Neolithic guests brought gifts to a prehistoric dinner party

Communities arriving at the Early Neolithic site of Asiab with wild boar for a communal feast. Credit: Kathryn Killackey

About 11,000 years ago, Early Neolithic humans came together for a great feast in what is today the Zagros Mountains of Iran.

Evidence of this prehistoric dinner party survives in the form of 19 wild boar (Sus scrofa) skulls which were unearthed at the archaeological site of Asiab. The remains show marks of butchery and were neatly packed and sealed inside a pit in a round building. Their meat may have provided food for as many as 350–1200 adults.

New analysis of tooth enamel from 5 of the skulls has now revealed that at least some of the boars were not from the area where the gathering took place.   

Archaeologists suggest hunters went to great effort to kill the wild boars in their local region and transport them over thousands of kilometres of difficult, mountainous terrain to be eaten at the ceremonial feast.

“These people were clearly the ultimate dinner party guests,” says says Dr Petra Vaiglova of the Australian National University (ANU), first author of the study in the journal Communications Earth & Environment.

Vaiglova and her collaborators analysed levels of barium and isotopes of oxygen and strontium present in the boars’ molars. Isotopes of an element have the same number of protons but differ in the number of neutrons.

“Rainfall and bedrock have distinct isotopic values in different geographical locations. These isotopic values get incorporated into animal tissues through drinking water and food,” she explains.

“Teeth deposit visible layers of enamel and dentine during growth that we can count under the microscope.

Samples of ancient boar teeth unearthed at the archaeological site of Asiab in the Zagros Mountains.
Credit: Nic Vevers/ANU

“Measuring the isotopic values of tooth enamel allowed us to assess whether all the animals came from the same part of the region or whether they originated from more dispersed locations. Because the values we measured across the 5 teeth showed a high amount of variability, it is unlikely that all the animals originated from the same location.

“It is possible that some of them originated roughly 70km away from the site where the feast took place.”

The authors note that home ranges of above about 20 square kilometres are very rare for these animals and “it is therefore unlikely that the wild boars moved on their own over large distances and ended up close to Asiab”.

They estimate it would have taken humans at least 2 days to carry the animal carcasses to the site.

Vaiglova says communities living in the Zagros Mountains at this time were hunting lots of different animal species. 

“Boars are especially aggressive and so displaying them as hunting trophies or presenting them at a feast carries with it a certain element of significance. Bringing these animals from distant locations would have undoubtedly helped celebrate the importance of the social event that took place at Asiab,” she says.  

“What is special about the feast at Asiab is not only its early date and that it brought together people from across the wider region, but also the fact that people who participated in this feast invested substantial amounts of effort to ensure that their contributions involved an element of geographic symbolism. This feast also took place at a time that pre-dates agriculture and farming practices. 

“This was clearly a very meaningful event and the fact that people put in so much effort to transport the boars over such challenging terrain provides us with a glimpse of how old the tradition of bringing geographically meaningful gifts to social events really is.”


**WHAT TO DO**
Output the entries underneath exactly as they are.

Items listed in a dataset:
────

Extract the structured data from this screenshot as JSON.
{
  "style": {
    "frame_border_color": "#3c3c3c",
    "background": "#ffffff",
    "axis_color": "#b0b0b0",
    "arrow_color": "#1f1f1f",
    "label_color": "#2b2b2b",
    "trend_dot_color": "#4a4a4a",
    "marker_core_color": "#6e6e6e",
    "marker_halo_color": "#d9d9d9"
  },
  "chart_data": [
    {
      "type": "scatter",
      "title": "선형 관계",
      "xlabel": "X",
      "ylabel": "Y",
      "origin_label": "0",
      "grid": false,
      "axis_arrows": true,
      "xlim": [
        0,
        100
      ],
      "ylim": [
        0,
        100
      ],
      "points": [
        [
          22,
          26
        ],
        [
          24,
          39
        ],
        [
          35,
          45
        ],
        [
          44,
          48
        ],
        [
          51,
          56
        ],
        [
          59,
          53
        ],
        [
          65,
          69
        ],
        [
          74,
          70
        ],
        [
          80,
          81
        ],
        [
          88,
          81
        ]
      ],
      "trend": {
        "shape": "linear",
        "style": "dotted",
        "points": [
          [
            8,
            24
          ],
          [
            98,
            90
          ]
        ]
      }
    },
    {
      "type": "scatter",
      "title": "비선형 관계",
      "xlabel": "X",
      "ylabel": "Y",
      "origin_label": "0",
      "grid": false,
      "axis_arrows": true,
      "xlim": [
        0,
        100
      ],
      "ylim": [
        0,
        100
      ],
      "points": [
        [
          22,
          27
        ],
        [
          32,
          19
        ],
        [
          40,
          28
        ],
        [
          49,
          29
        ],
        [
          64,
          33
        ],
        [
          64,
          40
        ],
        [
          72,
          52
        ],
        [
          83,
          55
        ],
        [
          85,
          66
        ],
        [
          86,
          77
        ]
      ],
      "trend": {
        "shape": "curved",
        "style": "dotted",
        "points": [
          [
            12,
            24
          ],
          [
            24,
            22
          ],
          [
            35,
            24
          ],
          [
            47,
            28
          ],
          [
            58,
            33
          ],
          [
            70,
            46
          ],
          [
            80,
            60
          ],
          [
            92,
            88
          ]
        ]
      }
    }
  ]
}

────

**RESULT OF THE EXERCISE**
Extract the structured data from this screenshot as JSON.
{
  "style": {
    "frame_border_color": "#3c3c3c",
    "background": "#ffffff",
    "axis_color": "#b0b0b0",
    "arrow_color": "#1f1f1f",
    "label_color": "#2b2b2b",
    "trend_dot_color": "#4a4a4a",
    "marker_core_color": "#6e6e6e",
    "marker_halo_color": "#d9d9d9"
  },
  "chart_data": [
    {
      "type": "scatter",
      "title": "선형 관계",
      "xlabel": "X",
      "ylabel": "Y",
      "origin_label": "0",
      "grid": false,
      "axis_arrows": true,
      "xlim": [
        0,
        100
      ],
      "ylim": [
        0,
        100
      ],
      "points": [
        [
          22,
          26
        ],
        [
          24,
          39
        ],
        [
          35,
          45
        ],
        [
          44,
          48
        ],
        [
          51,
          56
        ],
        [
          59,
          53
        ],
        [
          65,
          69
        ],
        [
          74,
          70
        ],
        [
          80,
          81
        ],
        [
          88,
          81
        ]
      ],
      "trend": {
        "shape": "linear",
        "style": "dotted",
        "points": [
          [
            8,
            24
          ],
          [
            98,
            90
          ]
        ]
      }
    },
    {
      "type": "scatter",
      "title": "비선형 관계",
      "xlabel": "X",
      "ylabel": "Y",
      "origin_label": "0",
      "grid": false,
      "axis_arrows": true,
      "xlim": [
        0,
        100
      ],
      "ylim": [
        0,
        100
      ],
      "points": [
        [
          22,
          27
        ],
        [
          32,
          19
        ],
        [
          40,
          28
        ],
        [
          49,
          29
        ],
        [
          64,
          33
        ],
        [
          64,
          40
        ],
        [
          72,
          52
        ],
        [
          83,
          55
        ],
        [
          85,
          66
        ],
        [
          86,
          77
        ]
      ],
      "trend": {
        "shape": "curved",
        "style": "dotted",
        "points": [
          [
            12,
            24
          ],
          [
            24,
            22
          ],
          [
            35,
            24
          ],
          [
            47,
            28
          ],
          [
            58,
            33
          ],
          [
            70,
            46
          ],
          [
            80,
            60
          ],
          [
            92,
            88
          ]
        ]
      }
    }
  ]
}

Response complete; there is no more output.